Utah's top court ponders journalist shield law
But critics of the Utah proposal say the privilege is too broad and could undermine key cases
By Paul Beebe
The Salt Lake Tribune
12/13/2007
Utah's top court ponders journalist shield law
The Utah Supreme Court is considering what experts say would be one of the strongest rules in the country shielding reporters from prosecutors, defense lawyers and judges who would punish them for refusing to reveal confidential news sources.
"It creates a near absolute privilege for reporters and their confidential sources, meaning that if a journalist was called to testify in a court hearing or an administrative hearing, they could use this shield to protect their sources," said Joel Campbell, a Brigham Young University professor and member of the Freedom of Information Committee for the national Society of Professional Journalists.
The public can comment on the proposed rule until Jan. 22 by going to
www.utcourts.gov/resources/rules/comments. An advisory committee of lawyers and judges will decide if the comments warrant amending the rule, which ultimately must be approved by a majority of the court's five justices. State legislators have promised not to intervene if the rule is enacted.
Yet the rule is not without critics. Some prosecutors think it's too broad and could undermine important cases. Others say the creation of a reporter privilege will lead journalists to attempt to hide information that now cannot be concealed under Utah law. Lawyers will push back by mounting legal challenges that could swamp the already overburdened court system, critics say.
"In other words, recognition of a new privilege usually begets the use and even abuse of that new privilege," said Clark Newhall, a Salt Lake City lawyer-physician who represents medical and legal malpractice plaintiffs.
The rule would establish a balancing test that would guide the courts in determining when a journalist should be compelled to divulge confidential sources. The bar would be high. Judges would be required to balance the interests of prosecutors and defense lawyers against society's need for the free flow of information to reporters.
Only if crucial information can be discovered in no other way, or if disclosure is necessary to prevent "substantial" injury or death, or if Utah law already requires the disclosure of information such as child abuse, could a journalist be compelled to reveal sources. If all tests for disclosure are met, a judge would review the information privately before deciding to make it public. Otherwise, reporters would be shielded from demands to disclose a source's identity or face jail or large fines.
"This particular rule protects journalists and their sources and allows the rule to be overridden if death or serious injury results from not revealing sources. So it seems to be an appropriate balance between those two needs," said Salt Lake Tribune Editor Nancy Conway.
The rule does not specifically name bloggers in its definition of a reporter. But in a side note, the advisory committee acknowledges the need to accommodate new electronic forms of expression. "While there are not many 'lone pamphleteers' still functioning, they may have modern-day counterparts on the Internet," the committee wrote.
Utah is one of three states that doesn't shield reporters in some way. The proposed rule has drawn support from Attorney General Mark Shurtleff, who once opposed the concept of a reporter shield. Shurtleff was asked two years ago by Time magazine to write a friend-of-the-court brief on behalf of reporter Matt Cooper, who initially refused to identify the source for a story about the identity of former CIA officer Valerie Plame.
He agreed to write the brief. "I started looking into it. I did a lot of research into the issue and realized that it really is necessary to have a reporter privilege. Some of the most serious cases, particularly in regard to government secrecy, only came to light because someone came to a reporter in confidence," Shurtleff said.
As examples, Shurtleff pointed to Daniel Ellsberg, the Vietnam-era military analyst who leaked the Pentagon Papers to the press, and to Deep Throat, the FBI informant whose information led Washington Post reporters Bob Woodward and Carl Bernstein to expose the Watergate scandal that brought down then-President Nixon.
Paul Boyden, executive director of the Statewide Association of Prosecutors and a deputy Salt Lake County district attorney, is less sanguine. Although the rule addresses most of his concerns, Boyden thinks parts of it may lean too far in favor of reporters. Situations are bound to arise when the public interest is so overwhelming that the privilege of keeping a source unidentified should be breached, he said.
"Let's assume there is a murder trial in process and during the trial one of the defendant's fellow gang members goes to a reporter and says he committed the crime instead of the defendant," Boyden said. Under the rule, "we cannot go to the reporter and find out who it was who said that so we can make sure we are prosecuting the right person.
"Our position is there should be a balancing test that applies to that scenario, and this rule doesn't cover that. We can't find out if that's a bogus report. To us, that's a serious issue."
Boyden later said a staff attorney for the committee and a committee member told him the term "substantial injury" was left intentionally broad to cover any harm that might create an overriding public interest.
"We think that fundamental fairness in something as important outweighs the privilege, and the committee did not think so. They just didn't," he said.
* Public comment will be taken at
www.utcourts.gov/resources/rules/comments until Jan. 22.
* An advisory committee will then decide if the comments warrant amending the rule.
* Utah Supreme Court justices will then vote at an undetermined date whether to approve the rule.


**Instructions to follow:**
Go through the records below and copy out every line that contains the word "significant".

**Source material:**
*** Block opens ***
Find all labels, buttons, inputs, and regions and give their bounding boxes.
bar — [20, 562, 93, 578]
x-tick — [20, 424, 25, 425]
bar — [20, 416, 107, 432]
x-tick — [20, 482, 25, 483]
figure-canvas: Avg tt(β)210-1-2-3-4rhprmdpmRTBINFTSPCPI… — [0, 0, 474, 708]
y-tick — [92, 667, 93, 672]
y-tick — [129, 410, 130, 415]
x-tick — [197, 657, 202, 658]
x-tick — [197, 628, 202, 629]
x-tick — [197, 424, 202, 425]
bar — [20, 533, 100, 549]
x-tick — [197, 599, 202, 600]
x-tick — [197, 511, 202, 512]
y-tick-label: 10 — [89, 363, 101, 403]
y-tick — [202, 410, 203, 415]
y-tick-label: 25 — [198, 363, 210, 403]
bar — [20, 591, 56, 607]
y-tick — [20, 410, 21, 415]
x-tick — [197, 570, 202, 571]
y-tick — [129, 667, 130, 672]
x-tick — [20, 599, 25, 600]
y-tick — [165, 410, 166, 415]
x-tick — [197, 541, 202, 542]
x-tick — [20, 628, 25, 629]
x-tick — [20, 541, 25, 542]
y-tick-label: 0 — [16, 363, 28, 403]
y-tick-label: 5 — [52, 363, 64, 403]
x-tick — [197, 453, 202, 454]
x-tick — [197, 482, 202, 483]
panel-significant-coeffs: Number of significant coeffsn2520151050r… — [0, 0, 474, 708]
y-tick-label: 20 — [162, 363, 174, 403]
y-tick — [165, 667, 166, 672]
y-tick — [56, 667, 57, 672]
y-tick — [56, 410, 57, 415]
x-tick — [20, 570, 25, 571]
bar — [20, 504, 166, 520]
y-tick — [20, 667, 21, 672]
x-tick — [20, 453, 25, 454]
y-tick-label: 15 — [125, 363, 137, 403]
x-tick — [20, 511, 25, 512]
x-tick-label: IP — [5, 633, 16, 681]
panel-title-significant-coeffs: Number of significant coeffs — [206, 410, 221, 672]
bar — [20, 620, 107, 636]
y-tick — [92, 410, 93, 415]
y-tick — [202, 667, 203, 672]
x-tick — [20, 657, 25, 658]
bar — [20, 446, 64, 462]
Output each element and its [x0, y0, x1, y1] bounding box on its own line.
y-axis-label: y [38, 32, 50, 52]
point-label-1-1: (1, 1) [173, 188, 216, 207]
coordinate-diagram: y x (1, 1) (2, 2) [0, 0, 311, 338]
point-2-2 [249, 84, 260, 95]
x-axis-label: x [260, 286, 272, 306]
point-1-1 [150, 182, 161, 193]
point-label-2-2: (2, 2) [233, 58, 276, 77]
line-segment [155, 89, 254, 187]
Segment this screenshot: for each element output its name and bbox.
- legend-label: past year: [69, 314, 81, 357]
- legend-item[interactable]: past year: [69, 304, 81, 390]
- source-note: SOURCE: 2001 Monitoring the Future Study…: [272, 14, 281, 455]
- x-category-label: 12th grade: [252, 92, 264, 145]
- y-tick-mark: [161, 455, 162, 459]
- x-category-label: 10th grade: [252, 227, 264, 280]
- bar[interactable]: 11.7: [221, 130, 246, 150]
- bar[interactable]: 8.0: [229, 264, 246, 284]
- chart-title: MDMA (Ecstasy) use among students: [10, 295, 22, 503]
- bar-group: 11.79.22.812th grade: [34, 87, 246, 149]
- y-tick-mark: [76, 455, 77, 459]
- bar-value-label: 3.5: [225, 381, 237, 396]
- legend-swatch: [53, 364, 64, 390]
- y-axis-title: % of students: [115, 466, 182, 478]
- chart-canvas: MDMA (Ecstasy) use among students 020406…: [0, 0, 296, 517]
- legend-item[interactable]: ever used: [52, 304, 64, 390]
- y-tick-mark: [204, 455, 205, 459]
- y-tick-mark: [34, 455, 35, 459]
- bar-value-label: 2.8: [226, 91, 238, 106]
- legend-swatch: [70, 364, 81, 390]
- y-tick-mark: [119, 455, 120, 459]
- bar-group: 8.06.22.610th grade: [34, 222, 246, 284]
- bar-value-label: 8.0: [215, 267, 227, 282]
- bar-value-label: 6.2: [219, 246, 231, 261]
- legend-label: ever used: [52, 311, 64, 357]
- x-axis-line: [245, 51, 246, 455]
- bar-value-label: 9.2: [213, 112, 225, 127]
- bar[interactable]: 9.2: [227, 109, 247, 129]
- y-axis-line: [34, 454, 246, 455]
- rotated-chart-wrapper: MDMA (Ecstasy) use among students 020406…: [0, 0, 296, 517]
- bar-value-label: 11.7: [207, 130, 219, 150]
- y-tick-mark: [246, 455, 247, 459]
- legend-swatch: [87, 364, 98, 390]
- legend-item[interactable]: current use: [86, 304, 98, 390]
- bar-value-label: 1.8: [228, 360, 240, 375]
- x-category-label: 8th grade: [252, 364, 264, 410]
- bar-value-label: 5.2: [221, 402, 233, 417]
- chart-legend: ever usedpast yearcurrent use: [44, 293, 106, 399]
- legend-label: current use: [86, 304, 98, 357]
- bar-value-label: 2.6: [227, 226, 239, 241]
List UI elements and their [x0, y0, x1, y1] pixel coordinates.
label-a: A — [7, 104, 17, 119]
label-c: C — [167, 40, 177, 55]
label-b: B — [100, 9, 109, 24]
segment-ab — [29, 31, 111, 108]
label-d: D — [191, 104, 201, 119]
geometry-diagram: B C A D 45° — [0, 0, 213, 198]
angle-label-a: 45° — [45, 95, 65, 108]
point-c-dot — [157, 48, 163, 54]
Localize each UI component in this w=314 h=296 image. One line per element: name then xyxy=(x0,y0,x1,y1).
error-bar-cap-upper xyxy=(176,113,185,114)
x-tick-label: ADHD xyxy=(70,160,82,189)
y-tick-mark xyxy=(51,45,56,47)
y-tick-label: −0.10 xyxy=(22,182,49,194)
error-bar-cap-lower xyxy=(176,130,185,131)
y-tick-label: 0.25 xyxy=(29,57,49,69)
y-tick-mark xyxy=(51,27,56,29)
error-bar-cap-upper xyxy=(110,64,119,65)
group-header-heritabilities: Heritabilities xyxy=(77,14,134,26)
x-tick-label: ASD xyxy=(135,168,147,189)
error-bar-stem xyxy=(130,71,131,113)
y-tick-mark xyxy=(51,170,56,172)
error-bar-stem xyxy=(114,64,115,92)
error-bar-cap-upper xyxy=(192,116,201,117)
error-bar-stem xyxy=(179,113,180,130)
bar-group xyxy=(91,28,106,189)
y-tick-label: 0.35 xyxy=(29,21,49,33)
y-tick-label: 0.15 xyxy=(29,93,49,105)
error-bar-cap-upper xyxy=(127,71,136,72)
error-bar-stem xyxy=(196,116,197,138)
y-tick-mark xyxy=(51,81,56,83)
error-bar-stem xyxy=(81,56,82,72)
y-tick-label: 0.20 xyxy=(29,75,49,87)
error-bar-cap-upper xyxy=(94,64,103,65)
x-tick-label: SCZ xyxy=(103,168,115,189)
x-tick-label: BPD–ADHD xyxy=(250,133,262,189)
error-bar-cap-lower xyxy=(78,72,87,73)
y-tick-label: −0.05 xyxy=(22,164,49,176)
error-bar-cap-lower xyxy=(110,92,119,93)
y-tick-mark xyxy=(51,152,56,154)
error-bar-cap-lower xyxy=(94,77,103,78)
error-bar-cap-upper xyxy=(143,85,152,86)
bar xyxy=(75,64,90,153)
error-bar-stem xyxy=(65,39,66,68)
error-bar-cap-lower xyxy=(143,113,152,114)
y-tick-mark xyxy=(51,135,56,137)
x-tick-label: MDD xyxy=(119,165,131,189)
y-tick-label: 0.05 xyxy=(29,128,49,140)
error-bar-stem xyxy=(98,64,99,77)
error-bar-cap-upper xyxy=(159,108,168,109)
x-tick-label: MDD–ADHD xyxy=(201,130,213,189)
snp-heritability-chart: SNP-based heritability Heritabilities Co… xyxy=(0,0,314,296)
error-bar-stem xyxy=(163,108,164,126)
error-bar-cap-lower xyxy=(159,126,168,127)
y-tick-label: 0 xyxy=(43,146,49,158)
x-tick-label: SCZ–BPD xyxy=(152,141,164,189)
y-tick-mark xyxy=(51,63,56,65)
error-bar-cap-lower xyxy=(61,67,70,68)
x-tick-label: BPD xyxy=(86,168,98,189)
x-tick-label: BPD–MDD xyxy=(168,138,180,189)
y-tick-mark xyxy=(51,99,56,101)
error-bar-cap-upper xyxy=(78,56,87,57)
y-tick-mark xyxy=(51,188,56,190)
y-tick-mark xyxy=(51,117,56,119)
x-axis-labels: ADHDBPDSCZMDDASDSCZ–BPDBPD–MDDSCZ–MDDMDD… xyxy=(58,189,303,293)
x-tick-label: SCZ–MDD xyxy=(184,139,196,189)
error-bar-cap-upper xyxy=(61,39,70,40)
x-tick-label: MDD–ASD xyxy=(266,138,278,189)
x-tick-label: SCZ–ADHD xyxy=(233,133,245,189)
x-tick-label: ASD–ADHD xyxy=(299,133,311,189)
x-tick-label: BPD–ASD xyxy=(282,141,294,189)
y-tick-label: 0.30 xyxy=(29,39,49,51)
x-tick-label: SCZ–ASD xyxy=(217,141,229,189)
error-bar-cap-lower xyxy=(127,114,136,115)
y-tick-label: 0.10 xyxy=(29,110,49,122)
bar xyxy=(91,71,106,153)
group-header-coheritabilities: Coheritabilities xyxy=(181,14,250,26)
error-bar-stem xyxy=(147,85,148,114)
*** Block closes ***
**Exercise output:**
panel-significant-coeffs: Number of significant coeffsn2520151050r… — [0, 0, 474, 708]
panel-title-significant-coeffs: Number of significant coeffs — [206, 410, 221, 672]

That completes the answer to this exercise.